Intent doesn’t matter?

 

  • Without constraint you can’t have creativity. Most creative pursuits are very constrained, eg music, film – narrative, convention, etc.
  • 52 Tuesdays – heavily constrained but effective practice. Film review: http://www.movieburger.com.au/review/52-tuesdays-review-10161/
  • How lists offer alternative ways of making to narrative.
  • Noticing practices in documentary – lists and how we look at that
  • Relations – our clips mean things not in themselves but by virtue of the relationships that emerge from Korsakow
  • What the filmmaker does rather than what they mean – essay films can mean pretty much anything, but by looking at what it does we can work out if it is indeed an essay film.

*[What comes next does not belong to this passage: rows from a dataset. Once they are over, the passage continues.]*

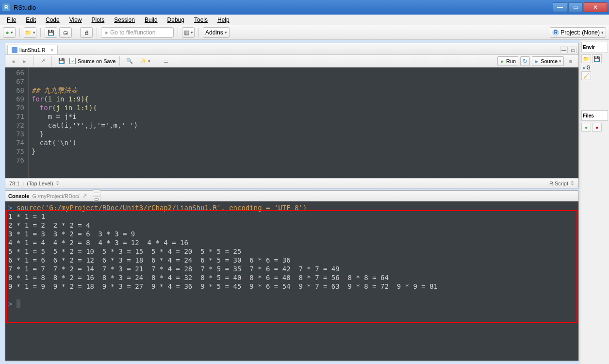  Describe the element at coordinates (43, 61) in the screenshot. I see `popout-icon` at that location.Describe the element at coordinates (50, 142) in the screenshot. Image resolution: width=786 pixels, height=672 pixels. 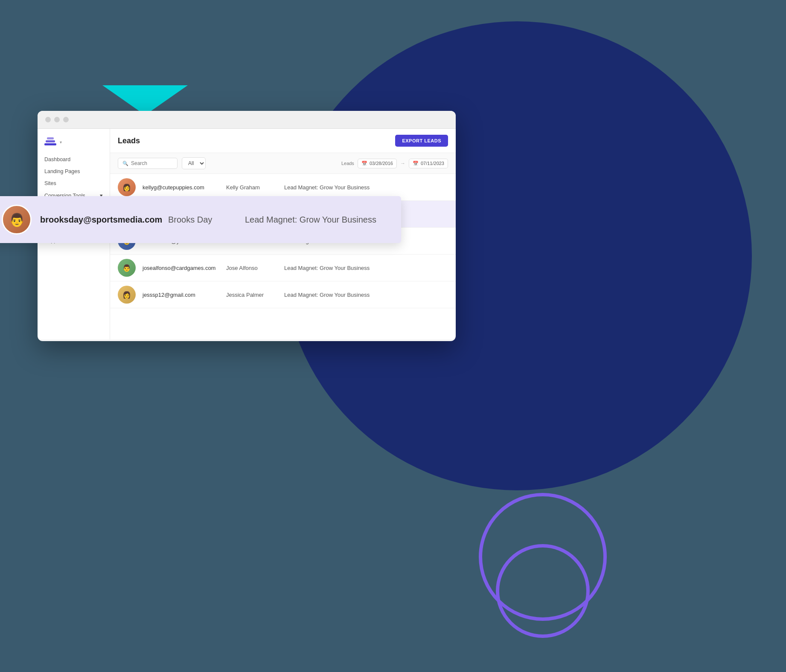
I see `app-logo-icon` at that location.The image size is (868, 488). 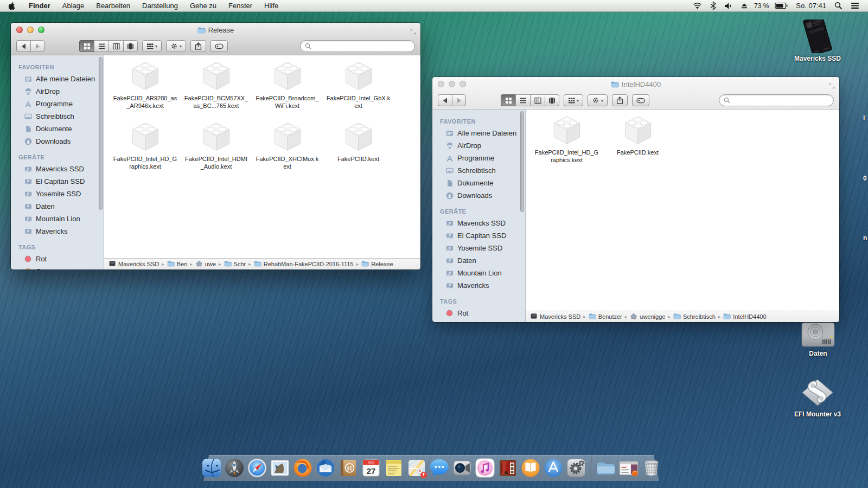 I want to click on dock-ibooks-icon, so click(x=531, y=467).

  • What makes a genre and what makes a style? Do these definitions matter? As Hannah mentioned, it’s more about thoughts being expressed through film rather than what the film is about.
  • Intent doesn’t matter. The author’s intention cannot preserve context or meaning. Context can never be preserved: that is why we can look at films, TV and artwork differently than audiences at the time.
  • There is going to be stuff in our works that we can’t see – goes back to the unconscious.
  • Completely associative experiences of the world: eg, we don’t remember things linearly, such as birthdays. These are complex webs of association.
  • There is no such thing as industry-standard. Change is too fast.